Many students studying for the GRE make the critical mistake of viewing Quantitative Comparison questions in the same way they view Discrete Quantitative questions (these are the traditional multiple-choice questions that appear on the SAT and most other standardized tests). Both question-types obviously address your Quantitative Reasoning skills, but they do so in vastly different ways. Whereas the traditional Discrete Quantitative questions are concerned with your ability to set up what the question is asking for and to arrive at a concrete answer, Quantitative Comparison questions are concerned not with the actual value of either column, but, rather, with how the two values in the columns relate to each other. Due to the unique nature of these questions, it’s essential to step out of the problem-solving mindset that you’re accustomed to and, instead, view the questions from the top-down and assess the most efficient way to make the comparison. For easy questions, such an approach is often obvious. Let’s take a look at the question below as an example:

A                                                B

.33(978)                             .24(976)

Though you could certainly use your on-screen calculator to arrive at the exact value for each column, you’d save time by recognizing that since .33 is greater than .24 and 978 is greater than 976, the value in column A must be larger.

Okay, so pretty straightforward. Now, how do the test-makers tweak this concept? By putting values in the columns that don’t seem comparable!

Let’s look at the below as an example:

 

A                                      B

2040                           2120

This should be a bit more challenging. We know that it would be possible to calculate the value of each column, so we can definitely eliminate choice D (a comparison cannot be established), but, the on-screen GRE calculator doesn’t have exponents, so we can’t actually do out those values. So what options do we have? Well, as is almost always the case in a QC question, we should attempt to manipulate the columns to make them comparable.

Right now, the columns are each in exponential form, but the values have different bases and different exponents. Hmm, what if we make the bases look comparable. Column B can’t be broken down any further, but we could break down the base in Column A into its primes.  We can re-write 2040 as (22 x 5)40. Distribute the exponent, and now we have (280)(540) vs 2120. Ok, now we’re getting somewhere. Both sides have base 2. In column A, we have 80 2’s and 40 5’s; in column B, we have 120 2’s. At this point, our comparison looks as follows:

A                                      B

280 540                           2120

Now, we can take advantage of the fact that both sides have an exponential term with base 2. How? You guessed it: manipulation! Divide both sides by (280) and you arrive at the comparison:

A                                      B

540                                240

Now, the comparison is (finally!) straightforward. We’re comparing exponential terms with the same exponent, so determine which quantity is greater, we just need to identify which quantity turns out to have the bigger base. In this case, it turns out to be Quantity A, so our answer is “A.”
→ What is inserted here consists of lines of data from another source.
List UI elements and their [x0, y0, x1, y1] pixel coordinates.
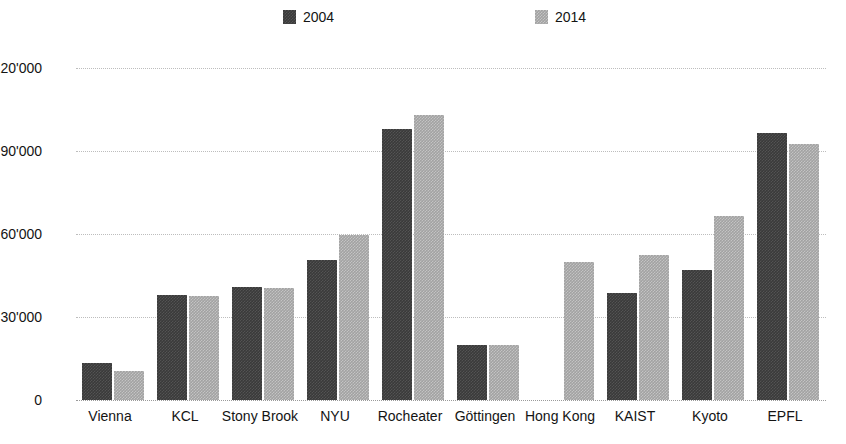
bar-2014: [414, 115, 444, 400]
bar-2004: [457, 345, 487, 400]
bar-group: [451, 68, 519, 400]
bar-2004: [607, 293, 637, 400]
bar-2004: [232, 287, 262, 400]
y-axis-tick-label: 30'000: [0, 310, 42, 324]
bar-2014: [489, 345, 519, 400]
bar-group: [751, 68, 819, 400]
legend-swatch-2004: [283, 10, 296, 24]
bar-group: [151, 68, 219, 400]
bar-2014: [339, 235, 369, 400]
bar-2014: [789, 144, 819, 400]
y-axis-tick-label: 0: [0, 393, 42, 407]
bar-2004: [307, 260, 337, 400]
legend-label-2004: 2004: [303, 10, 334, 24]
y-axis-tick-label: 60'000: [0, 227, 42, 241]
bar-2014: [564, 262, 594, 400]
bar-group: [601, 68, 669, 400]
bar-group: [526, 68, 594, 400]
plot-area: 030'00060'00090'000120'000ViennaKCLStony…: [76, 68, 826, 400]
bar-2004: [382, 129, 412, 400]
bar-group: [301, 68, 369, 400]
legend-label-2014: 2014: [555, 10, 586, 24]
legend-entry-2014: 2014: [535, 10, 586, 24]
bar-2014: [714, 216, 744, 400]
legend-entry-2004: 2004: [283, 10, 334, 24]
bar-2004: [757, 133, 787, 400]
legend-swatch-2014: [535, 10, 548, 24]
y-axis-tick-label: 120'000: [0, 61, 42, 75]
bar-2014: [189, 296, 219, 400]
bar-2014: [639, 255, 669, 400]
x-axis-tick-label: EPFL: [715, 408, 846, 424]
bar-2004: [82, 363, 112, 400]
x-axis-baseline: [76, 400, 826, 401]
bar-2014: [114, 371, 144, 400]
bar-2014: [264, 288, 294, 400]
bar-group: [76, 68, 144, 400]
bar-2004: [157, 295, 187, 400]
chart-legend: 2004 2014: [0, 10, 846, 34]
bar-group: [376, 68, 444, 400]
bar-group: [226, 68, 294, 400]
bar-group: [676, 68, 744, 400]
bar-2004: [682, 270, 712, 400]
bar-chart: 2004 2014 030'00060'00090'000120'000Vien…: [0, 0, 846, 444]
y-axis-tick-label: 90'000: [0, 144, 42, 158]
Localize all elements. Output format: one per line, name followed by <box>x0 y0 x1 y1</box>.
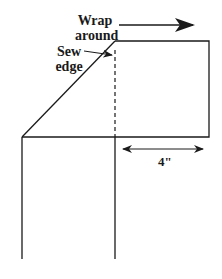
sew-edge-label: Sew edge <box>54 44 84 74</box>
flap-outline <box>115 41 209 137</box>
wrap-label-line1: Wrap <box>75 13 115 28</box>
wrap-label-line2: around <box>75 28 115 43</box>
measurement-label: 4" <box>158 154 172 169</box>
sew-edge-pointer <box>84 51 112 55</box>
wrap-around-label: Wrap around <box>75 13 115 43</box>
sew-label-line1: Sew <box>54 44 84 59</box>
sew-label-line2: edge <box>54 59 84 74</box>
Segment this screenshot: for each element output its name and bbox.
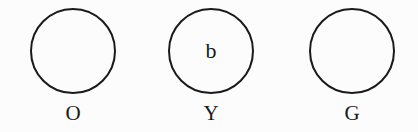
label-G: G [332, 101, 372, 126]
circle-Y-content: b [206, 38, 217, 64]
label-Y: Y [191, 101, 231, 126]
circle-O [30, 8, 116, 94]
label-O: O [53, 101, 93, 126]
circle-G [309, 8, 395, 94]
circle-Y: b [168, 8, 254, 94]
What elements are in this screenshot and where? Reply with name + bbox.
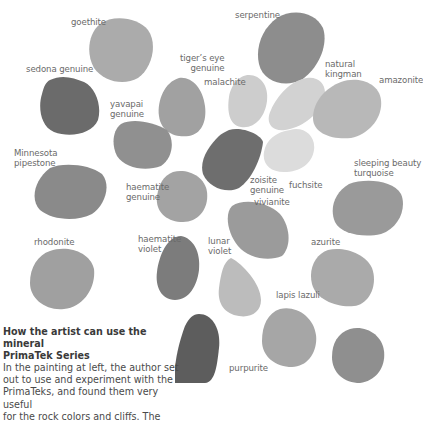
swatch-minnesota-pipestone (32, 164, 110, 220)
label-tigers-eye-line1: tiger’s eye (180, 53, 225, 63)
label-amazonite: amazonite (379, 75, 423, 85)
caption-title: How the artist can use the mineral Prima… (3, 326, 183, 362)
label-haematite-genuine-line1: haematite (126, 182, 169, 192)
label-minnesota-pipestone: Minnesota pipestone (14, 148, 57, 168)
swatch-yavapai-genuine (113, 120, 175, 170)
caption-block: How the artist can use the mineral Prima… (3, 326, 183, 423)
label-zoisite-genuine: zoisite genuine (250, 175, 284, 195)
swatch-sedona-genuine (38, 76, 102, 138)
swatch-vivianite (226, 200, 292, 260)
label-serpentine: serpentine (235, 10, 280, 20)
label-lunar-violet: lunar violet (208, 236, 231, 256)
label-vivianite: vivianite (254, 197, 290, 207)
label-minnesota-line2: pipestone (14, 158, 57, 168)
label-haematite-genuine: haematite genuine (126, 182, 169, 202)
swatch-unlabeled-bottom-right (330, 327, 386, 383)
label-zoisite-line2: genuine (250, 185, 284, 195)
caption-body-line: for the rock colors and cliffs. The (3, 411, 183, 423)
label-yavapai-line2: genuine (110, 109, 144, 119)
label-sleeping-beauty-turquoise: sleeping beauty turquoise (354, 158, 421, 178)
swatch-rhodonite (28, 247, 96, 311)
label-kingman-line2: kingman (325, 69, 362, 79)
caption-body: In the painting at left, the author set … (3, 362, 183, 423)
label-minnesota-line1: Minnesota (14, 148, 57, 158)
label-sleeping-line2: turquoise (354, 168, 421, 178)
label-sedona-genuine: sedona genuine (26, 64, 93, 74)
swatch-fuchsite (262, 128, 316, 174)
label-lunar-line2: violet (208, 246, 231, 256)
label-malachite: malachite (204, 77, 246, 87)
label-yavapai-line1: yavapai (110, 99, 144, 109)
label-haematite-violet-line1: haematite (138, 234, 181, 244)
label-sleeping-line1: sleeping beauty (354, 158, 421, 168)
label-rhodonite: rhodonite (34, 237, 74, 247)
swatch-amazonite (311, 78, 383, 140)
label-haematite-genuine-line2: genuine (126, 192, 169, 202)
caption-body-line: out to use and experiment with the (3, 374, 183, 386)
caption-body-line: In the painting at left, the author set (3, 362, 183, 374)
swatch-lapis-lazuli (260, 307, 318, 369)
label-goethite: goethite (71, 17, 106, 27)
label-lunar-line1: lunar (208, 236, 231, 246)
label-kingman-line1: natural (325, 59, 362, 69)
label-zoisite-line1: zoisite (250, 175, 284, 185)
caption-title-line1: How the artist can use the mineral (3, 326, 183, 350)
label-lapis-lazuli: lapis lazuli (276, 290, 320, 300)
label-tigers-eye-line2: genuine (180, 63, 225, 73)
caption-title-line2: PrimaTek Series (3, 350, 183, 362)
label-haematite-violet: haematite violet (138, 234, 181, 254)
label-fuchsite: fuchsite (289, 180, 322, 190)
label-yavapai-genuine: yavapai genuine (110, 99, 144, 119)
label-azurite: azurite (311, 237, 340, 247)
caption-body-line: PrimaTeks, and found them very useful (3, 386, 183, 410)
label-haematite-violet-line2: violet (138, 244, 181, 254)
label-purpurite: purpurite (229, 363, 268, 373)
swatch-lunar-violet (217, 256, 263, 318)
swatch-sleeping-beauty-turquoise (331, 180, 405, 236)
label-natural-kingman: natural kingman (325, 59, 362, 79)
label-tigers-eye: tiger’s eye genuine (180, 53, 225, 73)
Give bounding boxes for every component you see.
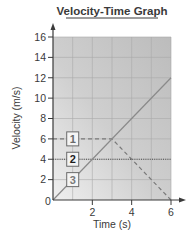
svg-text:3: 3: [70, 174, 76, 186]
y-tick-labels: 246810121416: [34, 31, 53, 186]
series-label-2: 2: [67, 152, 79, 166]
series-label-1: 1: [67, 132, 79, 146]
y-tick-label: 10: [34, 92, 46, 104]
x-axis-arrow-icon: [179, 198, 186, 203]
series-labels: 123: [67, 132, 79, 187]
x-tick-label: 2: [89, 206, 95, 218]
y-tick-label: 12: [34, 72, 46, 84]
x-tick-labels: 246: [89, 200, 174, 218]
x-axis-label: Time (s): [93, 218, 131, 230]
y-tick-label: 16: [34, 31, 46, 43]
svg-text:1: 1: [70, 133, 76, 145]
y-tick-label: 8: [40, 112, 46, 124]
y-axis-label: Velocity (m/s): [10, 86, 22, 149]
y-axis-arrow-icon: [51, 23, 56, 30]
origin-label: 0: [45, 195, 51, 207]
x-tick-label: 4: [129, 206, 135, 218]
velocity-time-chart: Velocity-Time Graph 246810121416 246 0 T…: [0, 0, 196, 250]
series-label-3: 3: [67, 173, 79, 187]
y-tick-label: 6: [40, 133, 46, 145]
x-tick-label: 6: [168, 206, 174, 218]
chart-title: Velocity-Time Graph: [57, 5, 168, 17]
y-tick-label: 14: [34, 51, 46, 63]
y-tick-label: 4: [40, 153, 46, 165]
y-tick-label: 2: [40, 173, 46, 185]
svg-text:2: 2: [70, 153, 76, 165]
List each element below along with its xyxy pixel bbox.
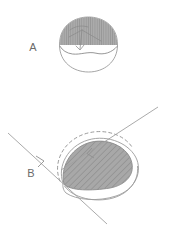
sketch-diagram-canvas: A B [0,0,172,236]
panel-label-b: B [27,167,35,179]
figure-root: A B [0,0,172,236]
panel-a: A [29,17,117,72]
panel-label-a: A [29,41,37,53]
panel-b: B [8,107,158,224]
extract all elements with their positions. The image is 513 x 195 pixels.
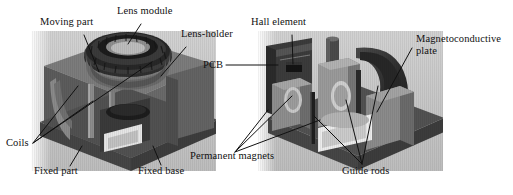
label-lens-module: Lens module <box>117 5 173 17</box>
label-guide-rods: Guide rods <box>342 165 389 177</box>
label-moving-part: Moving part <box>40 16 93 28</box>
label-fixed-base: Fixed base <box>138 165 184 177</box>
label-lens-holder: Lens-holder <box>181 28 233 40</box>
label-pcb: PCB <box>203 59 223 71</box>
label-magnetoconductive-plate: Magnetoconductive plate <box>416 33 508 56</box>
label-coils: Coils <box>6 137 29 149</box>
technical-figure: Moving part Lens module Lens-holder PCB … <box>0 0 513 195</box>
label-hall-element: Hall element <box>251 16 306 28</box>
label-permanent-magnets: Permanent magnets <box>190 150 274 162</box>
label-fixed-part: Fixed part <box>34 165 78 177</box>
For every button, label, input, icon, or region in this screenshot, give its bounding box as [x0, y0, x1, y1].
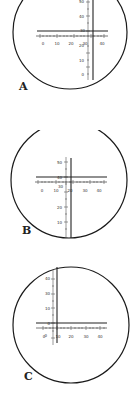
svg-text:20: 20	[57, 205, 63, 210]
svg-text:50: 50	[57, 160, 63, 165]
svg-text:0: 0	[81, 72, 84, 77]
reticle-a: 010203040 50403020100	[0, 0, 138, 130]
reticle-b: 010203040 5040302010	[0, 130, 138, 265]
svg-text:50: 50	[79, 0, 85, 4]
reticle-c: 010203040 40301000	[0, 265, 138, 397]
reticle-circle	[11, 130, 127, 238]
svg-text:40: 40	[97, 334, 103, 339]
svg-text:40: 40	[45, 276, 51, 281]
svg-text:30: 30	[58, 184, 64, 189]
svg-text:0: 0	[44, 333, 47, 338]
panel-label-b: B	[22, 224, 31, 237]
svg-text:0: 0	[41, 188, 44, 193]
svg-text:10: 10	[45, 306, 51, 311]
svg-text:30: 30	[45, 291, 51, 296]
svg-text:40: 40	[96, 188, 102, 193]
svg-text:20: 20	[79, 43, 85, 48]
svg-text:10: 10	[79, 58, 85, 63]
svg-text:40: 40	[79, 14, 85, 19]
svg-text:20: 20	[68, 41, 74, 46]
svg-text:20: 20	[68, 334, 74, 339]
reticle-circle	[13, 267, 129, 383]
svg-text:0: 0	[42, 41, 45, 46]
panel-label-c: C	[24, 370, 33, 383]
svg-text:10: 10	[55, 334, 61, 339]
panel-label-a: A	[19, 80, 28, 93]
svg-text:10: 10	[54, 41, 60, 46]
panel-c: 010203040 40301000 C	[0, 265, 138, 397]
svg-text:10: 10	[57, 220, 63, 225]
svg-text:20: 20	[67, 188, 73, 193]
svg-text:30: 30	[82, 188, 88, 193]
panel-a: 010203040 50403020100 A	[0, 0, 138, 130]
panel-b: 010203040 5040302010 B	[0, 130, 138, 265]
svg-text:30: 30	[83, 334, 89, 339]
svg-text:40: 40	[99, 41, 105, 46]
Admittedly, this was an example of a fairly difficult Quantitative Comparison question, but the steps we undertook here should generalize to many situations on test day. If you’re given a comparison that appears unwieldy or impossible without a calculator, you should be thinking: Simplify!. Given the time constraints of the exam and the reasoning skills it tests, there almost always will be a method available to arrive a simpler comparison, and, as you practice more, these similarities should become more apparent.